As an adult, I visited South Carolina a few times. After not visiting for almost a decade, I saw Nanny just a few months before she died. She and Grandpa had moved across the yard into Suzi’s old house. Grandpa maintained the pool and deck, and Nanny cooked as she had always done. She mentioned a doctor appointment, but I didn’t realize how serious her situation was. We sat and talked in the living room, surrounded by Nanny’s glued and framed jigsaw puzzles displayed on the walls. When I left, she said, “Come back in one year, not eight,” holding up one then eight fingers to make sure I understood.
After Nanny died later that year, two years passed before my mom and I returned to South Carolina. It was strange to me to be there but to not be staying on the corner near Nanny and Grandpa’s house. I could visit, but without Nanny there, it was like some alternate world. Without hearing Nanny’s voice in my ears, those summer days faded away into memory, lost beneath the doped up person I had turned out to be.

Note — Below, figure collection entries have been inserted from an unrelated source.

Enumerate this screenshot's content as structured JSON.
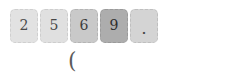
{
  "keypad": {
    "keys": [
      {
        "label": "2",
        "state": "normal",
        "fill": "#e2e2e2"
      },
      {
        "label": "5",
        "state": "normal",
        "fill": "#e0e0e0"
      },
      {
        "label": "6",
        "state": "hover",
        "fill": "#c9c9c9"
      },
      {
        "label": "9",
        "state": "pressed",
        "fill": "#adadad"
      },
      {
        "label": ".",
        "state": "normal",
        "fill": "#d4d4d4"
      }
    ]
  },
  "entry": {
    "text": "("
  },
  "colors": {
    "background": "#ffffff",
    "key_text": "#3a3a3a",
    "key_border": "#b8b8b8",
    "paren_text": "#5b5b5b"
  }
}
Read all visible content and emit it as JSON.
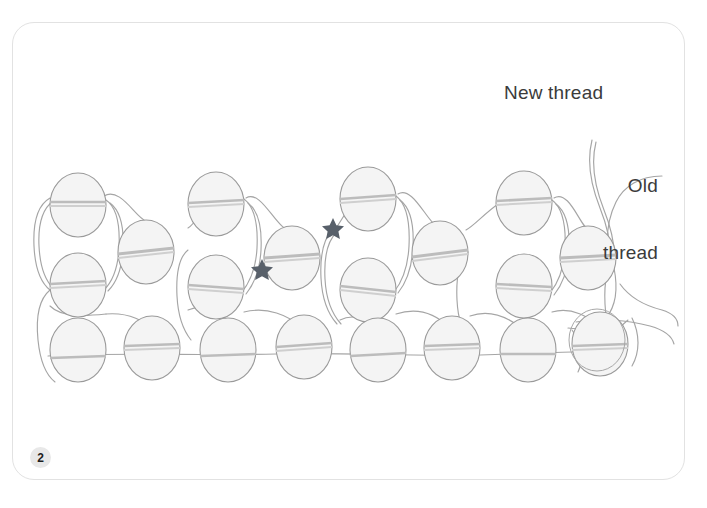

We stayed with Suzi and her family in their new house. Suzi had been injured in a car accident a couple of years before. Her right leg had been amputated below the knee. For the most part, she remained in her bed or wheelchair (except for one wild adventure she took me on which involved driving with her left foot to go pick up drugs). That last visit was a hurricane of pills, booze, and terrible weed. I’ll never forget my cousin Jodi rolling us all up a “hog leg” joint to smoke together, or my mom dissolving on the floor with laughter as Suzi insisted on Stacey holding the joint up for her to smoke. Days were spent procuring drugs; nights were spent ingesting them. In a brief moment alone, Suzi smiled at me from behind her faded red curls, jittery, and told me, “Oh, I’m bitter. I’m just so bitter.” After that visit, I didn’t have a chance to see Suzi again before she died five years later, on my birthday.
* * *
I know the desperation of an addict. I know what it’s like to chase the unattainable high, the golden sweet spot of bliss that takes me right back to those endless summer days spent with the grass under my feet and the huge blue sky open above me. I’ll never again feel how I felt at ten, climbing up into the broad branches of a tree. I’ll never again feel how I felt at twelve, the first time I swallowed a narcotic pill.

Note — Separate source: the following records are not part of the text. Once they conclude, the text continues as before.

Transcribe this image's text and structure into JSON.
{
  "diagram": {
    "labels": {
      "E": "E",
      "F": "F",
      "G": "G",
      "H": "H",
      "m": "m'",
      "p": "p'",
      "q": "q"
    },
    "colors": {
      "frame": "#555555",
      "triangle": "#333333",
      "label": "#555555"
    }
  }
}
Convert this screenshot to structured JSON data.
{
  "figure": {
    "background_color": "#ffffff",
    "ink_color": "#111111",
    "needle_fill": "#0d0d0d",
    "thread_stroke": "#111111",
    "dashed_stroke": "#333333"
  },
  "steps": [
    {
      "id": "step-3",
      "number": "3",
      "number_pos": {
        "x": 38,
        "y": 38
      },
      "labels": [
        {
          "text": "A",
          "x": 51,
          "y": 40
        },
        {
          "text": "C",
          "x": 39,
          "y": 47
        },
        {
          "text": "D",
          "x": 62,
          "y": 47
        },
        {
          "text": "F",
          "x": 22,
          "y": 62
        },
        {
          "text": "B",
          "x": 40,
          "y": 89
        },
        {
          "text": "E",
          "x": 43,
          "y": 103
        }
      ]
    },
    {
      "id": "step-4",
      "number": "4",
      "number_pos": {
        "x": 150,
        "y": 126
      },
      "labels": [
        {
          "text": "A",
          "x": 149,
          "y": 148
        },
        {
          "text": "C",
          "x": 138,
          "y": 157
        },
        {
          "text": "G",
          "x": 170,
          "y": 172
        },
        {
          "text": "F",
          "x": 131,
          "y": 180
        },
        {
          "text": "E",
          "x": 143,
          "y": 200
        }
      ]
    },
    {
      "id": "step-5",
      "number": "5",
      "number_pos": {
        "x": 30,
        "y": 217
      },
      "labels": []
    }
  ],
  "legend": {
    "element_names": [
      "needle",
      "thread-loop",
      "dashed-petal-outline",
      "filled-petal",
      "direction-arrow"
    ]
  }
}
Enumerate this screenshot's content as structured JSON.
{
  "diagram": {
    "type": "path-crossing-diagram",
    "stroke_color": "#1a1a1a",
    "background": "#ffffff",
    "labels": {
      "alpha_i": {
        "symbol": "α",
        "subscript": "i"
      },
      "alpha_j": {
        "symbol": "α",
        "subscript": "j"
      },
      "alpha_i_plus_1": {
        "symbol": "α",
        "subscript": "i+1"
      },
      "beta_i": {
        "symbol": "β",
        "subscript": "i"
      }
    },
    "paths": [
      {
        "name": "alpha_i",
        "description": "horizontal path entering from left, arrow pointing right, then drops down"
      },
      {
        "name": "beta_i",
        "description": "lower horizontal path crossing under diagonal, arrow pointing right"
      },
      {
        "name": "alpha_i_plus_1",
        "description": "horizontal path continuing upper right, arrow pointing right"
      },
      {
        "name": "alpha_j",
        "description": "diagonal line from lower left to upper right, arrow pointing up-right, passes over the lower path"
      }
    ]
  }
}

I’m proud to say it has been ten years since my mom stopped her use of heavy prescription drugs. These days, we talk a lot about those old summers, trying to recapture the rush of boarding the Greyhound, the joy of seeing our family, the calm of being surrounded by nature. Returning to the green, sunlit South Carolina of my childhood is an impossible dream. It could never be the same without Nanny’s unique voice calling across the yard, without Suzi’s wild laugh filling the corners of a darkened room. Now, they are alive only in our memories of those perpetual summers, impossible to recapture, impossible to forget.
Adrien Sdao writes young adult fiction and works in a children’s bookstore in Los Angeles. They are an MFA candidate at Antioch University, Los Angeles, and they are the lead editor for the Young Adult genre at Lunch Ticket. They live in North Hollywood with their cat, Shelly.